§ Material for this task
[Start of Attachment]

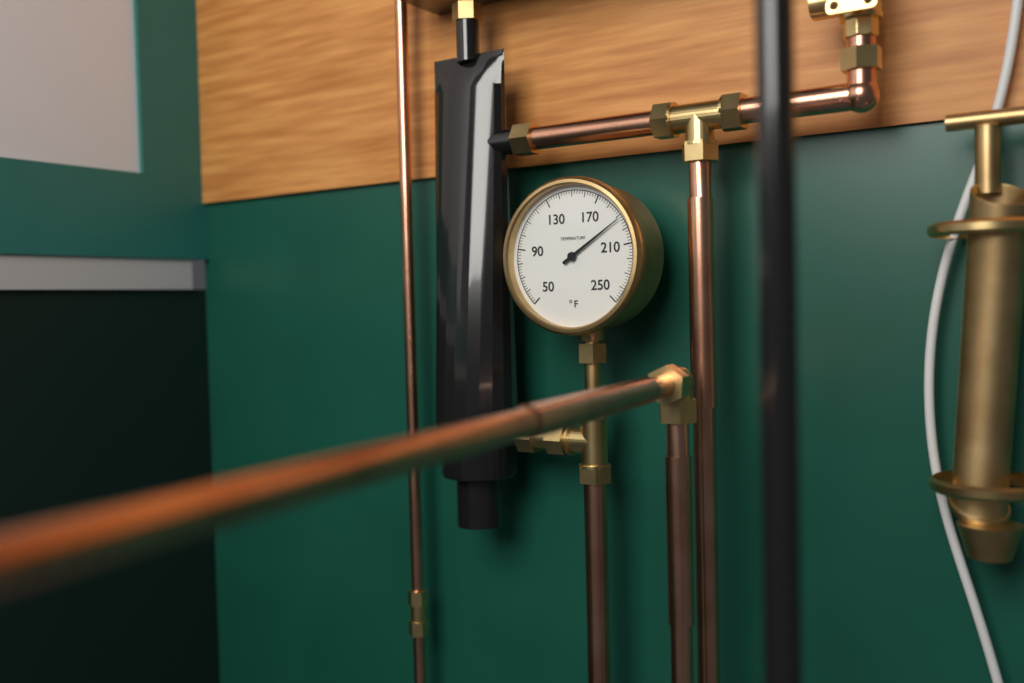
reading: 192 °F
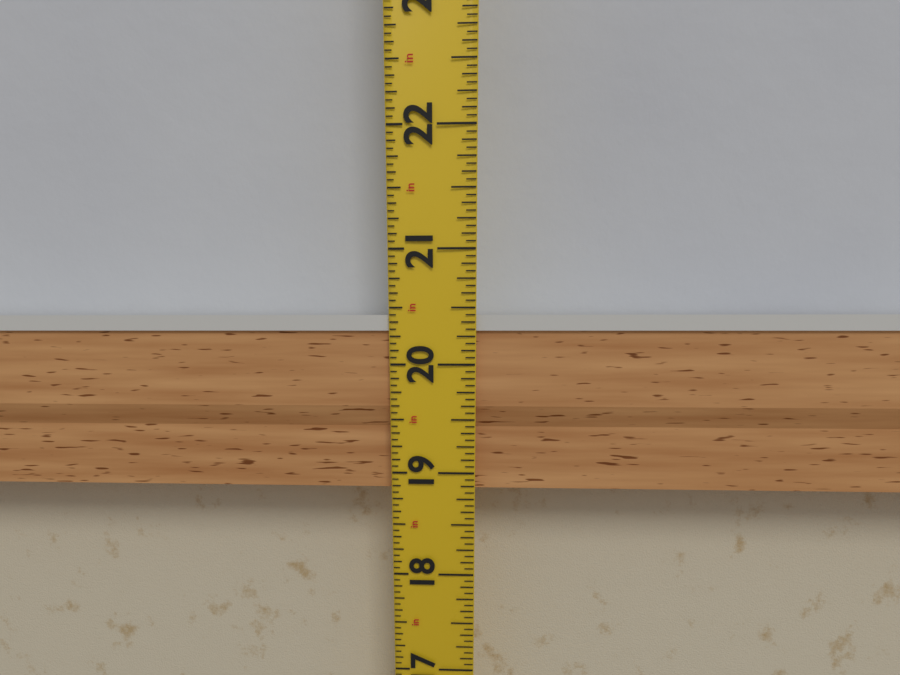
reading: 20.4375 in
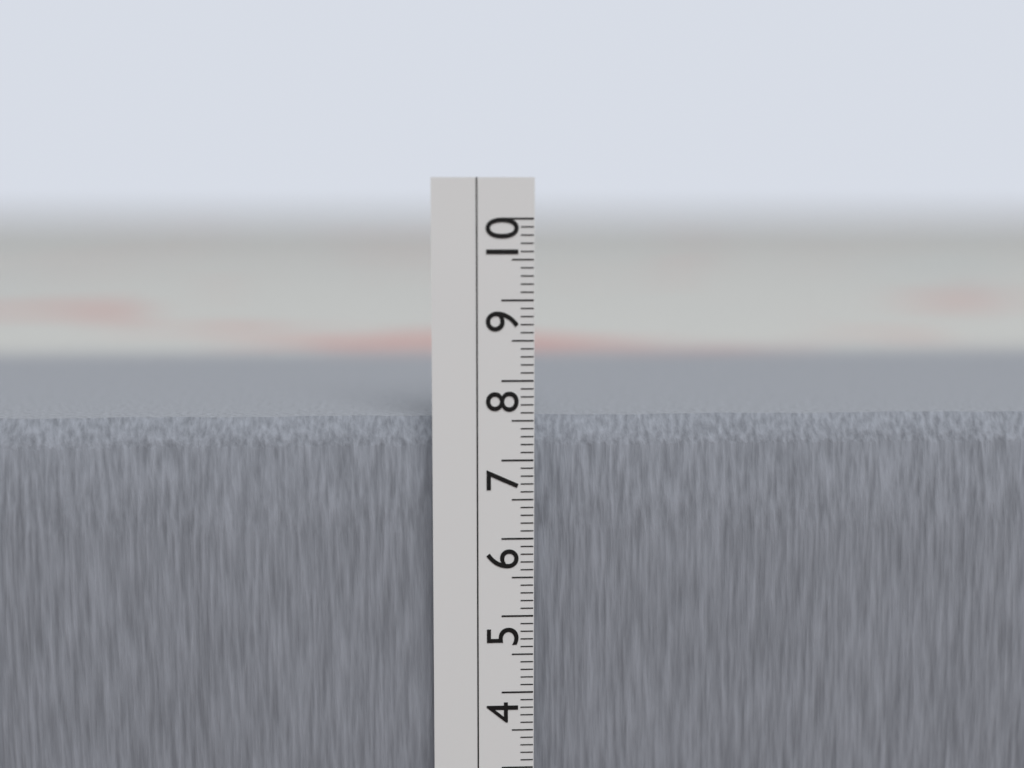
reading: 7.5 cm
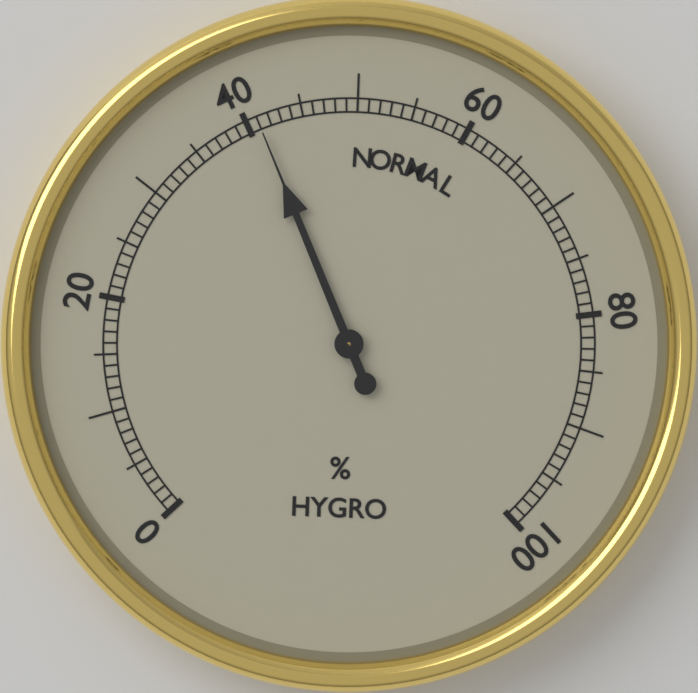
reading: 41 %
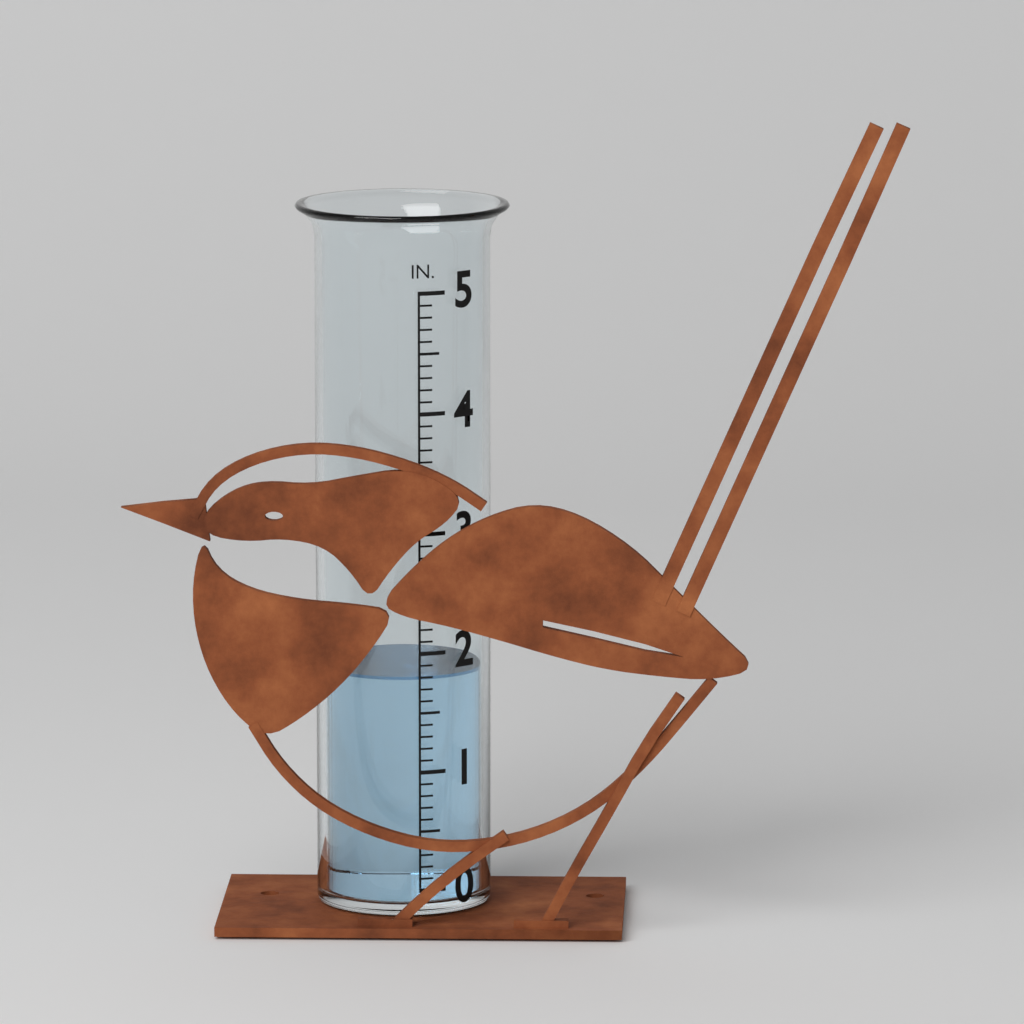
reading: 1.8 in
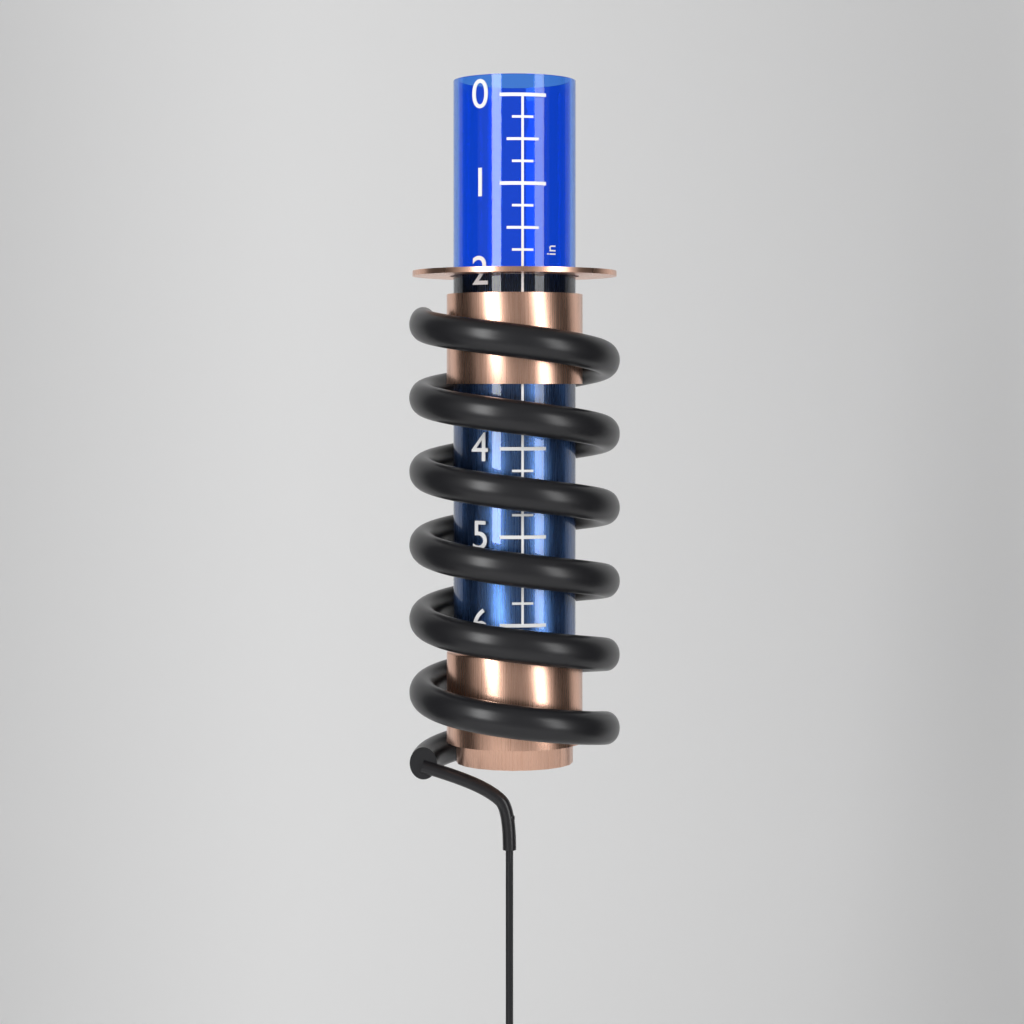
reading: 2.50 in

[End of Attachment]

§ Brief
Once the pictures are dropped, set down everything else in the records exactly.

§ Exercise response
reading: 192 °F
reading: 20.4375 in
reading: 7.5 cm
reading: 41 %
reading: 1.8 in
reading: 2.50 in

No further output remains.